Yes, revolutionary nationalists must be criticised for their wrong program and their mistaken actions. But authentic Marxists know who is the enemy and who is a errant fighter against imperialism. The ISA does not know. For them, it is not British imperialism who is the enemy but those who combat it with wrong methods! As a result, they end up of the other side of the barricade!

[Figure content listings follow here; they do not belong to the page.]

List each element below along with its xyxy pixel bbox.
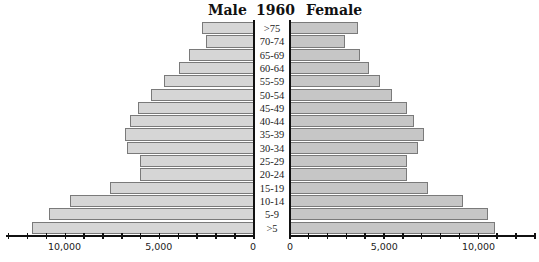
- male-title: Male: [208, 2, 247, 18]
- left-axis-line: [253, 20, 255, 236]
- age-group-label: 40-44: [255, 115, 289, 128]
- age-group-label: 15-19: [255, 182, 289, 195]
- female-bar: [290, 22, 358, 34]
- male-bar: [110, 182, 253, 194]
- female-bar: [290, 222, 495, 234]
- age-group-label: 55-59: [255, 75, 289, 88]
- x-tick: [440, 233, 442, 239]
- age-group-label: 45-49: [255, 102, 289, 115]
- x-tick-label-left: 0: [250, 241, 256, 252]
- male-bar: [202, 22, 253, 34]
- age-group-label: 10-14: [255, 195, 289, 208]
- female-bar: [290, 49, 360, 61]
- age-group-label: >5: [255, 222, 289, 235]
- x-tick: [402, 233, 404, 239]
- female-bar: [290, 155, 407, 167]
- x-tick: [140, 233, 142, 239]
- x-tick: [364, 233, 366, 239]
- male-bar: [140, 155, 253, 167]
- x-tick: [65, 233, 67, 239]
- x-tick: [83, 233, 85, 239]
- male-bar: [189, 49, 253, 61]
- age-group-label: 35-39: [255, 128, 289, 141]
- x-tick: [27, 233, 29, 239]
- female-bar: [290, 128, 424, 140]
- female-bar: [290, 62, 369, 74]
- x-tick: [459, 233, 461, 239]
- male-bar: [206, 35, 253, 47]
- x-tick-label-right: 10,000: [462, 241, 495, 252]
- x-tick: [196, 233, 198, 239]
- female-bar: [290, 208, 488, 220]
- male-bar: [151, 89, 253, 101]
- male-bar: [32, 222, 253, 234]
- x-tick: [327, 233, 329, 239]
- age-group-label: 60-64: [255, 62, 289, 75]
- x-tick: [215, 233, 217, 239]
- age-group-label: 65-69: [255, 49, 289, 62]
- female-bar: [290, 142, 418, 154]
- x-tick: [178, 233, 180, 239]
- age-group-label: 30-34: [255, 142, 289, 155]
- female-bar: [290, 195, 463, 207]
- x-tick-label-right: 5,000: [371, 241, 398, 252]
- x-tick: [234, 233, 236, 239]
- left-x-axis: [6, 235, 254, 237]
- x-tick: [46, 233, 48, 239]
- male-bar: [179, 62, 253, 74]
- male-bar: [125, 128, 253, 140]
- male-bar: [127, 142, 253, 154]
- x-tick: [515, 233, 517, 239]
- female-bar: [290, 35, 345, 47]
- male-bar: [49, 208, 253, 220]
- x-tick: [121, 233, 123, 239]
- male-bar: [70, 195, 253, 207]
- female-bar: [290, 102, 407, 114]
- female-bar: [290, 168, 407, 180]
- female-bar: [290, 89, 392, 101]
- x-tick: [308, 233, 310, 239]
- age-group-label: 25-29: [255, 155, 289, 168]
- x-tick: [534, 233, 536, 239]
- female-bar: [290, 182, 428, 194]
- age-group-label: 70-74: [255, 35, 289, 48]
- female-bar: [290, 115, 414, 127]
- x-tick: [496, 233, 498, 239]
- female-bar: [290, 75, 380, 87]
- x-tick-label-left: 5,000: [145, 241, 172, 252]
- x-tick-label-left: 10,000: [48, 241, 81, 252]
- x-tick: [159, 233, 161, 239]
- age-group-label: 50-54: [255, 89, 289, 102]
- age-group-label: 5-9: [255, 208, 289, 221]
- male-bar: [138, 102, 253, 114]
- x-tick: [253, 233, 255, 239]
- year-title: 1960: [256, 2, 295, 18]
- x-tick: [8, 233, 10, 239]
- right-axis-line: [289, 20, 291, 236]
- age-group-label: >75: [255, 22, 289, 35]
- x-tick: [289, 233, 291, 239]
- x-tick: [478, 233, 480, 239]
- age-group-label: 20-24: [255, 168, 289, 181]
- population-pyramid-chart: Male 1960 Female >7570-7465-6960-6455-59…: [0, 0, 539, 262]
- x-tick: [102, 233, 104, 239]
- x-tick: [421, 233, 423, 239]
- x-tick: [346, 233, 348, 239]
- x-tick: [383, 233, 385, 239]
- x-tick-label-right: 0: [287, 241, 293, 252]
- male-bar: [164, 75, 253, 87]
- female-title: Female: [306, 2, 362, 18]
- male-bar: [140, 168, 253, 180]
- male-bar: [130, 115, 253, 127]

[1] See on this e.g. several publications of the RCIT’s predecessor organisation; e.g. Workers Power (Britain): The British Left and the Irish War, London 1983; see also our book on James Connolly: Irish Workers Group: Connolly – A Marxist Analysis, Dublin 1990
[2] Socialist Party (ISA in Ireland): Northern Ireland. No Going Back: Unite Against Paramilitary Violence and Sectarianism, 24 February 2023, https://internationalsocialist.net/en/2023/02/northern-ireland. All quotes are from this statement if not indicated otherwise.

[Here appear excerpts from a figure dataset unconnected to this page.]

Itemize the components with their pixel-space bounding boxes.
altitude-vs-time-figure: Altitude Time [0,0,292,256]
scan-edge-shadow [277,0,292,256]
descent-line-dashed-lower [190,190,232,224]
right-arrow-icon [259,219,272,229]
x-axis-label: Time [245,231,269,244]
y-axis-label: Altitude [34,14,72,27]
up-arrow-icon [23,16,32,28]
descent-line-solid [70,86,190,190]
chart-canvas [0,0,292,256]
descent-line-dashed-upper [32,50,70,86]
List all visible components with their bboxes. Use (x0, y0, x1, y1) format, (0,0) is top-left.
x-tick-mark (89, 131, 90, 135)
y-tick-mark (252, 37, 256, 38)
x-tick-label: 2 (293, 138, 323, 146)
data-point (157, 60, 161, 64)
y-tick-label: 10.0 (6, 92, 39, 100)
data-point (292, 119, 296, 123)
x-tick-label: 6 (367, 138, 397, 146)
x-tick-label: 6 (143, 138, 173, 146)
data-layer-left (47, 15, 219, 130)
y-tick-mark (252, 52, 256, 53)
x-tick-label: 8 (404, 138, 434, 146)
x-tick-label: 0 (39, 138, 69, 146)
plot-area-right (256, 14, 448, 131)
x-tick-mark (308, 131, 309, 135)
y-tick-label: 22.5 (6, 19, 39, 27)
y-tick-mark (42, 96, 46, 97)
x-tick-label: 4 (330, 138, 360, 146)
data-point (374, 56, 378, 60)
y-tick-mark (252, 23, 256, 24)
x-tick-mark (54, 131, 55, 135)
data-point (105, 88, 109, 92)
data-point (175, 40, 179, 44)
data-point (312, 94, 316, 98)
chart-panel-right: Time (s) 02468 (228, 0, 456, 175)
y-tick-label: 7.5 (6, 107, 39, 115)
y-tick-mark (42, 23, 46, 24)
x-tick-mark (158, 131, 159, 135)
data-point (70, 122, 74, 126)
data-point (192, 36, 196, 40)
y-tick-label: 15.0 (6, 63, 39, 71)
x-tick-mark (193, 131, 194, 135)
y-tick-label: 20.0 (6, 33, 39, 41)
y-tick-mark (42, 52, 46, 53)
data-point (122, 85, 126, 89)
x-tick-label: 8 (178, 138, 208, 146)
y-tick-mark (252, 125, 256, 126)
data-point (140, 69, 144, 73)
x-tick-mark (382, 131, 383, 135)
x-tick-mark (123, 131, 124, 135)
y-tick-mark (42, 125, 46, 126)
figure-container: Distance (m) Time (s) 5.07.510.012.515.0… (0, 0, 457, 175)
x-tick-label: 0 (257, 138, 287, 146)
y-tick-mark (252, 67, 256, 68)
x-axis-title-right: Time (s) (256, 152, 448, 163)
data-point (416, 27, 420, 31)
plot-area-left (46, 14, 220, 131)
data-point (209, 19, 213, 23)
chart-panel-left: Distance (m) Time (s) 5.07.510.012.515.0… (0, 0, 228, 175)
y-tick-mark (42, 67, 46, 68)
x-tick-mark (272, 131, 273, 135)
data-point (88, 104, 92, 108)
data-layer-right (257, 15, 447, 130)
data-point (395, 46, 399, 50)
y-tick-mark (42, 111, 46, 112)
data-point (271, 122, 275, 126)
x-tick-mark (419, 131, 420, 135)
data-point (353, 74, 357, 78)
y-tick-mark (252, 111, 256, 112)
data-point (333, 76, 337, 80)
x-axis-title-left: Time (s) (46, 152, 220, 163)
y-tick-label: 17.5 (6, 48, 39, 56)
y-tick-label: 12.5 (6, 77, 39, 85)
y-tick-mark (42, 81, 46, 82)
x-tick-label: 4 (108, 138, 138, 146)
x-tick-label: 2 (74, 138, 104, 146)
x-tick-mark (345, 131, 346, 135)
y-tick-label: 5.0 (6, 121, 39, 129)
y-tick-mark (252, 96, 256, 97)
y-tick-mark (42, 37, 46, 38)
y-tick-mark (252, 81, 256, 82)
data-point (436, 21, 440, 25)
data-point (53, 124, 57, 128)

[3] Michael Pröbsting: The Poverty of Neo-Imperialist Economism. Imperialism and the national question - a critique of Ted Grant and his school (CWI, ISA, IMT), January 2023, https://www.thecommunists.net/theory/grantism-imperialism-and-national-question/. See this pamphlet for quotes and sources for the mentioned examples.
[4] Our latest article on the ISA’s policy on the Ukraine War is by Michael Pröbsting: Ukraine War: Beating the Dummy. A commentary on a hidden polemic of the ISA against its internal critics, 27 February 2023, https://www.thecommunists.net/worldwide/global/ukraine-war-beating-the-dummy/
[5] Our most detailed works on the Marxist theory of imperialism are two books by Michael Pröbsting: Anti-Imperialism in the Age of Great Power Rivalry. The Factors behind the Accelerating Rivalry between the U.S., China, Russia, EU and Japan. A Critique of the Left’s Analysis and an Outline of the Marxist Perspective, RCIT Books, Vienna 2019, https://www.thecommunists.net/theory/anti-imperialism-in-the-age-of-great-power-rivalry/; The Great Robbery of the South. Continuity and Changes in the Super-Exploitation of the Semi-Colonial World by Monopoly Capital Consequences for the Marxist Theory of Imperialism, RCIT Books, 2013, https://www.thecommunists.net/theory/great-robbery-of-the-south/
[6] See on this e.g. chapter 5 “The Grantites’ utopia: reforming the capitalist state and the peaceful, parliamentary road to socialism” in the above-mentioned pamphlet The Poverty of Neo-Imperialist Economism.